News Release



Spratt Statement on the Introduction of Statutory PAYGO Legislation

FOR IMMEDIATE RELEASE
June 17, 2009


WASHINGTON – House Budget Committee Chairman John Spratt made the following statement at a press conference today announcing the introduction of statutory PAYGO legislation in the House.

“I’m pleased to join arms with the Majority Leader, Steny Hoyer; the OMB Director, Peter Orszag; and with Blue Dogs and a host of others concerned about fiscal soundness. We have a common purpose: to make pay-go statutory, and add it to our tool kit of budget rules.

“At the outset of the 1990s, Congress passed the Budget Enforcement Act to ensure that the Budget Summit Agreement was carried out. Among its provisions was a rule called ‘pay-as-you-go’ or PAYGO for short. Critics disdained our resort to budget process. They accused us of dodging the hard choices we had to make if we were going to wipe out the deficit. But by the end of the 1990s, the budget was in surplus for the first time in 30 years; and it was clear that process rules like PAYGO played a big part in our success.

“Republicans were in the majority in 2002 when the Budget Enforcement Act expired, and they chose not to reinstate PAYGO, knowing that it would impede passage of their tax cutting agenda. Without the process rules, the budget plunged from a surplus of $236 billion in the year 2000 to a deficit of $413 billion in the year 2004.

“When Democrats took back the House, the reinstatement of PAYGO was at the top of our agenda. We made PAYGO a rule of the House the first day we convened the 110th Congress.

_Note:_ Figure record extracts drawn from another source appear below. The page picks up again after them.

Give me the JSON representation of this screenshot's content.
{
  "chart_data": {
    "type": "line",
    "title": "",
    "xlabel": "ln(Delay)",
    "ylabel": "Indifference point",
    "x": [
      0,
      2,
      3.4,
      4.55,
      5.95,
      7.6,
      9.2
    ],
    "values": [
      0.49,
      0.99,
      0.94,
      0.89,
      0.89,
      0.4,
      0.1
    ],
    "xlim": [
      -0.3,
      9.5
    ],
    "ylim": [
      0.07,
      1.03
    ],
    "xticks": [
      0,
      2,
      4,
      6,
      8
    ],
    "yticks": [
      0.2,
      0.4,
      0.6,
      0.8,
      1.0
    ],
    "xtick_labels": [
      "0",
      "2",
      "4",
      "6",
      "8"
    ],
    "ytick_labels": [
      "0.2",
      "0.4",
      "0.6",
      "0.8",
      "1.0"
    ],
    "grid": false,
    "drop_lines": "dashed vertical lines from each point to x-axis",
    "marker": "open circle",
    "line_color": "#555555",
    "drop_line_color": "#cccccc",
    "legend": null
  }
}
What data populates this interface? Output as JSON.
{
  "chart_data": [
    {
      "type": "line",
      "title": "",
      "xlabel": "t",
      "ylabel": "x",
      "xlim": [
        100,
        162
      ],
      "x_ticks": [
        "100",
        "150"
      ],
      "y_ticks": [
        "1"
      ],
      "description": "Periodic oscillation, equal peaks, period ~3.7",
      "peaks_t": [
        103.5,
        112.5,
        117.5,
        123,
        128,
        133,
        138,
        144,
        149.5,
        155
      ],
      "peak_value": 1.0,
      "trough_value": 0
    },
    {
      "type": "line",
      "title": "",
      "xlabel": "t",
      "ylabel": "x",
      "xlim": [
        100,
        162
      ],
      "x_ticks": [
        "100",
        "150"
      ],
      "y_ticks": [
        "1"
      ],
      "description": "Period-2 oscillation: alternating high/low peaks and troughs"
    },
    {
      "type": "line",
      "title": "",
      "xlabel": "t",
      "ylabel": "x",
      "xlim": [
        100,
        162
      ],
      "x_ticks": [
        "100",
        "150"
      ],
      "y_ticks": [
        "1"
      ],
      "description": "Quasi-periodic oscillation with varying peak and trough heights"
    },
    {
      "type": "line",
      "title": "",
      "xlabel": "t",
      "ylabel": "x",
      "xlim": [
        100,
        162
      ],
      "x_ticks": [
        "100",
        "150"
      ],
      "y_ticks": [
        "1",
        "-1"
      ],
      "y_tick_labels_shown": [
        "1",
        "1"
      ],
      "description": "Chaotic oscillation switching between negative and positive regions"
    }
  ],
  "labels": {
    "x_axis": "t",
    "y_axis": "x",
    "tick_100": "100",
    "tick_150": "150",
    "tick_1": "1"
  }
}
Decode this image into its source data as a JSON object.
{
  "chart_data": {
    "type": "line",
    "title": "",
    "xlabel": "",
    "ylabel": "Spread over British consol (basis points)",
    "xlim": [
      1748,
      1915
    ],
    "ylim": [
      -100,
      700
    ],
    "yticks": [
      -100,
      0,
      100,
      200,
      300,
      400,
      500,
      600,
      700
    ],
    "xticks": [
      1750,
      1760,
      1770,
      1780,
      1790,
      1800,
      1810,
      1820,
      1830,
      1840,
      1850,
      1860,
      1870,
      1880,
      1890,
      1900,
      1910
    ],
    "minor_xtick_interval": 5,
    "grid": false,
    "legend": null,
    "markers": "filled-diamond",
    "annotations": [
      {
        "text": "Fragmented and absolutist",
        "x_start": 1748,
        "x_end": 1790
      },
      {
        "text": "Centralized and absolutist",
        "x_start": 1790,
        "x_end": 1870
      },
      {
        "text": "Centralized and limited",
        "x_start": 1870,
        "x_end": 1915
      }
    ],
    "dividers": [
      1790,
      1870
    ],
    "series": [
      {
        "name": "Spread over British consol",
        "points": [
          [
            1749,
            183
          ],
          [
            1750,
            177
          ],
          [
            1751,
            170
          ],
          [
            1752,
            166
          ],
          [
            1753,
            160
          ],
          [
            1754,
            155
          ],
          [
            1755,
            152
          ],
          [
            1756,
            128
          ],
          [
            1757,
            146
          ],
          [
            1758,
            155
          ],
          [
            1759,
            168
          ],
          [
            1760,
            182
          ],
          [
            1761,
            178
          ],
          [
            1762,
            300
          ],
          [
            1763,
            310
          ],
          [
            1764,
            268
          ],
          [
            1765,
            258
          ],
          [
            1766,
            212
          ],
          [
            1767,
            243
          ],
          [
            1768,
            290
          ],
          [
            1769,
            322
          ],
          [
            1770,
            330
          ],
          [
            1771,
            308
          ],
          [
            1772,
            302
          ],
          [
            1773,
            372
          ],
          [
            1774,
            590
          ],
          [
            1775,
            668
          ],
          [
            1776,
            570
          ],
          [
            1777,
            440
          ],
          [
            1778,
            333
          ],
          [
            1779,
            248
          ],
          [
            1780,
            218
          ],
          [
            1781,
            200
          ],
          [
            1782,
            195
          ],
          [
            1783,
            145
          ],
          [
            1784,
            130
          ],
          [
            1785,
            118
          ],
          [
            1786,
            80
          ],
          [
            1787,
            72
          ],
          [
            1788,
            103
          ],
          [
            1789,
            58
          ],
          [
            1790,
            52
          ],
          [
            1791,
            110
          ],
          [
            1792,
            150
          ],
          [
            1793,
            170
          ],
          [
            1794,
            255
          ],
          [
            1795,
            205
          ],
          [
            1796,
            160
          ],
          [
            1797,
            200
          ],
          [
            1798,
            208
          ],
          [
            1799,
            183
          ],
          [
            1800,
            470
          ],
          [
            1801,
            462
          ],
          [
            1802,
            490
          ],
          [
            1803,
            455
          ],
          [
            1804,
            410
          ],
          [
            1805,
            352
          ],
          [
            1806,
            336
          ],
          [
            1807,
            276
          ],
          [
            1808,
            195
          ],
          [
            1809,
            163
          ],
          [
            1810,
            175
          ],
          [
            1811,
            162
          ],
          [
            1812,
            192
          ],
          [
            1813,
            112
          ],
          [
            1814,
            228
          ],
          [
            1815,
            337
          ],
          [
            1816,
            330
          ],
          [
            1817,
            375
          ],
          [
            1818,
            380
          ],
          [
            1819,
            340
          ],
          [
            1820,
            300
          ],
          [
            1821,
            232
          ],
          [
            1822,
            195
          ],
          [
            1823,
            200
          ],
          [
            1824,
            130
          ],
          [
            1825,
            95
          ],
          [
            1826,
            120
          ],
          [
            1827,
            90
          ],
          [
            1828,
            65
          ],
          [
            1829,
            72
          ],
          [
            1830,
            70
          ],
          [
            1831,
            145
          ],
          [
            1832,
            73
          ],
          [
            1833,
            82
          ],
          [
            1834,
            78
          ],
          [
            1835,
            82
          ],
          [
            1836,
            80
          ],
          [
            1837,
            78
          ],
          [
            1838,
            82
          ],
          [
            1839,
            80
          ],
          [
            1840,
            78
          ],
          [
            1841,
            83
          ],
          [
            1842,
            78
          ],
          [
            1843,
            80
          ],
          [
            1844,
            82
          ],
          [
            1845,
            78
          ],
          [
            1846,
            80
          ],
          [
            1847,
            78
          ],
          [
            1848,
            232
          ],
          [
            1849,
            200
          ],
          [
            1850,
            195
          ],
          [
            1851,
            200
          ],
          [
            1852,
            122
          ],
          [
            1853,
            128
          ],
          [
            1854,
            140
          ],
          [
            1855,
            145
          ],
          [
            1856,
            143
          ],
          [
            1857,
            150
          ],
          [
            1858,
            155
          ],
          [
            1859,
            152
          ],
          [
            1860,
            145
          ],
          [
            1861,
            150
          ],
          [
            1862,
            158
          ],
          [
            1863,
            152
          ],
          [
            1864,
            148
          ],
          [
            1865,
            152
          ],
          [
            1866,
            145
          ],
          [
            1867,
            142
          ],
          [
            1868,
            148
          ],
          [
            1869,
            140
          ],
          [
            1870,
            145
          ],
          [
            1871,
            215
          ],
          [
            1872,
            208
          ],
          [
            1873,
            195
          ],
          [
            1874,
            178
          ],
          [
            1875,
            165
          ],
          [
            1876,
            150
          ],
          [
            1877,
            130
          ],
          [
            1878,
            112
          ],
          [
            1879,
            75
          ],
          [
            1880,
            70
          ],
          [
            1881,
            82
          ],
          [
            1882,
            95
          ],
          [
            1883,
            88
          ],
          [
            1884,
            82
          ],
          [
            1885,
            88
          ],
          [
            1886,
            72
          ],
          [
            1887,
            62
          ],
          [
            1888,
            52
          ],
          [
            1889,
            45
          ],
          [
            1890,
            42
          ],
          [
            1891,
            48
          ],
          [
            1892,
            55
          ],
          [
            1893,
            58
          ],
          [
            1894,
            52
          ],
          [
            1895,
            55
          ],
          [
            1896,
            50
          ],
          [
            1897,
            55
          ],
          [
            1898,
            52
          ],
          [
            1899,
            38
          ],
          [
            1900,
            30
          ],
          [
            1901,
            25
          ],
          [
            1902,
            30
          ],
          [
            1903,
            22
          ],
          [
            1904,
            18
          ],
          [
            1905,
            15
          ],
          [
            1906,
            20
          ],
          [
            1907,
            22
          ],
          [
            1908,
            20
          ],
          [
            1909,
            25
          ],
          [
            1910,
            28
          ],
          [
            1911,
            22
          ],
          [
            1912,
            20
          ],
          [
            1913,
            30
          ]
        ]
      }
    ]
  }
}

“Last week, the President proposed a bill to make PAYGO statutory – and today we introduce that bill as a starting point toward making statutory PAYGO part of our budget process. Tomorrow the House Budget Committee will hold a hearing to explore our bill with OMB Director Orszag as lead witness. We have begun the process of meeting with various groups and gathering feedback on the proposal. The House is likely to make changes to the Administration’s bill before passing it, but if we differ a bit on the means, we are in full agreement on the end, which is to make PAYGO a prevailing rule.

“The Obama Administration and the current Congress have inherited a colossal deficit, swollen this year to accommodate massive recovery measures. As these measures pull us out of the slump, we must focus attention on our longer-term fiscal fate. Two weeks ago, Chairman Bernanke told our Budget Committee that the long-run fiscal path is simply not sustainable.

“Statutory PAYGO works because it reins in new entitlement spending and new tax cuts. Both tend to be long lasting – easy to pass, hard to repeal. By insisting on offsets and deficit neutrality, PAYGO buffers the bottom-line. Its terms are complex, but at its core, it is a common-sense rule that everyone can understand: when you are in a hole, stop digging.

“We share the Administration’s commitment to fiscal discipline, and believe that statutory PAYGO will put greater rigor into the budget process. I look forward to working with all interested parties as we move statutory PAYGO through Congress.”